The Payoff of Park Investments

Steve Pearlstein wrote a great column in this week’s Washington Post on the wisdom of investing in parks, using New York’s Central Park to show how this has resulted not only in great community pride, but economic benefits to the city as a whole. Pearstein writes of two lessons:

The first is a reminder of the importance of creating and sustaining public facilities that are accessible to everyone and nourish a sense of community. Over the past 20 years, the tendency has been for those who can to abandon public schools, public transportation, public recreation, with the result that American society has become increasingly segregated by class and polarized by political ideology. In Central Park, I found hints that Americans were eager to reverse that trend.

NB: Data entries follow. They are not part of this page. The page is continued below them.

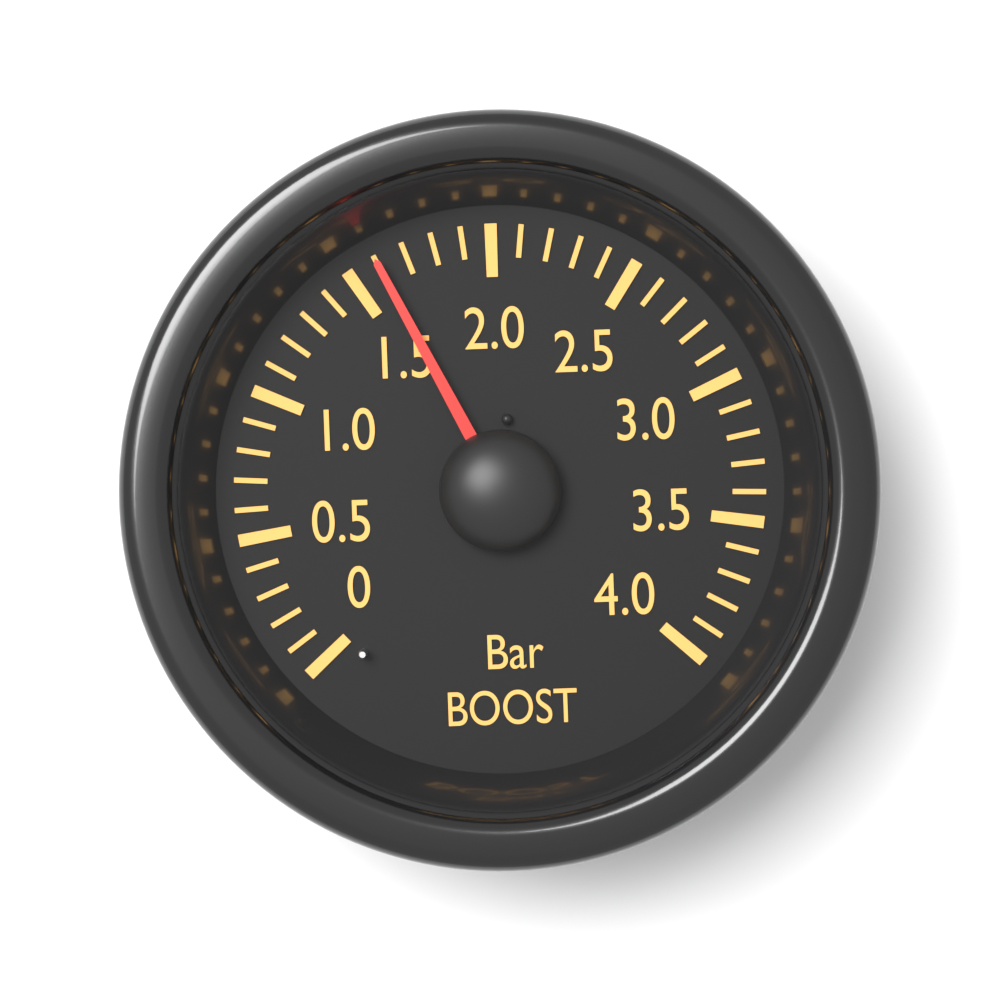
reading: 1.6 bar
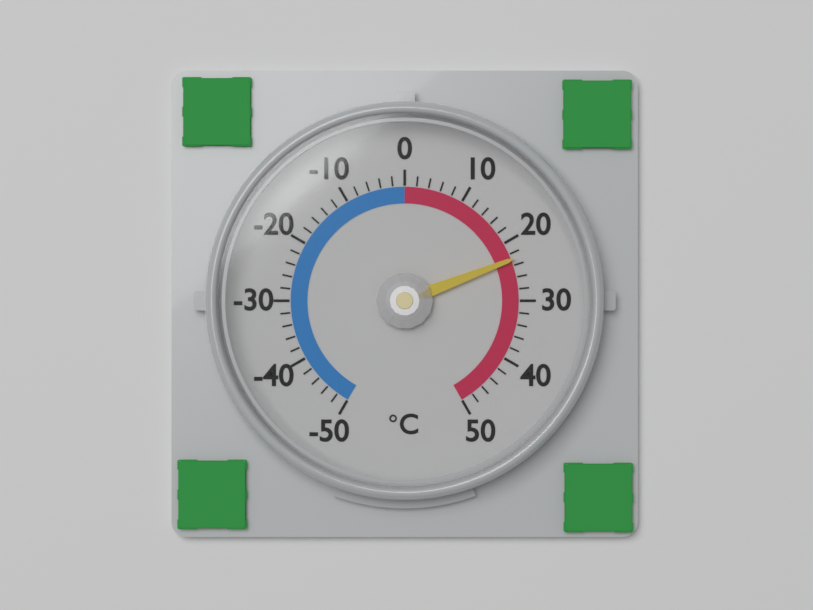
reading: 23 °C
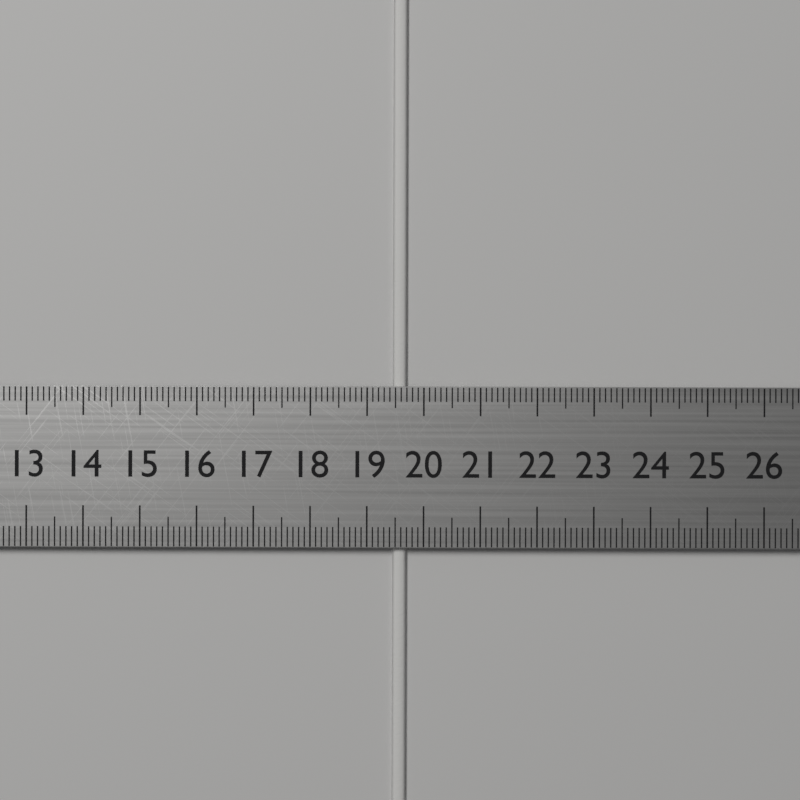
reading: 19.7 cm
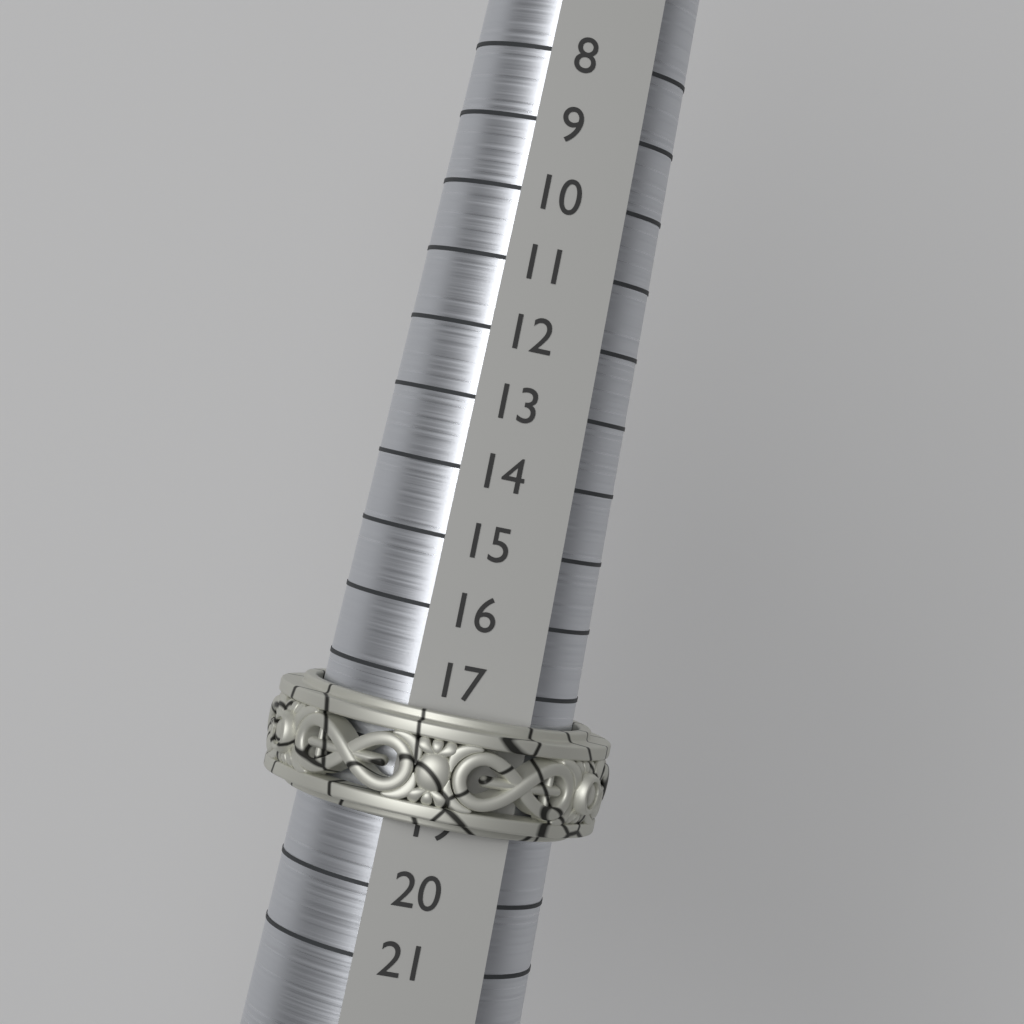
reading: 19 (no unit)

The second big lesson is that investment in public infrastructure can have big payoffs. The Central Park Conservancy calculates that it invested $350 million over the past 20 years to restore the park to its former glory and requires $37 million a year to maintain it. That may sound like a lot of money, but when compared with the enhanced property values in the surrounding neighborhoods, the increased tourism it has helped to spawn and its contribution to making the city a more attractive place to live, my guess is that the return on investment easily equals that of the average hedge fund.

The Center for City Park Excellence research into the economic value of city parks has looked deeper into this, even quantifying the entire economic benefits of Philadelphia’s park system to be over $1 billion per year.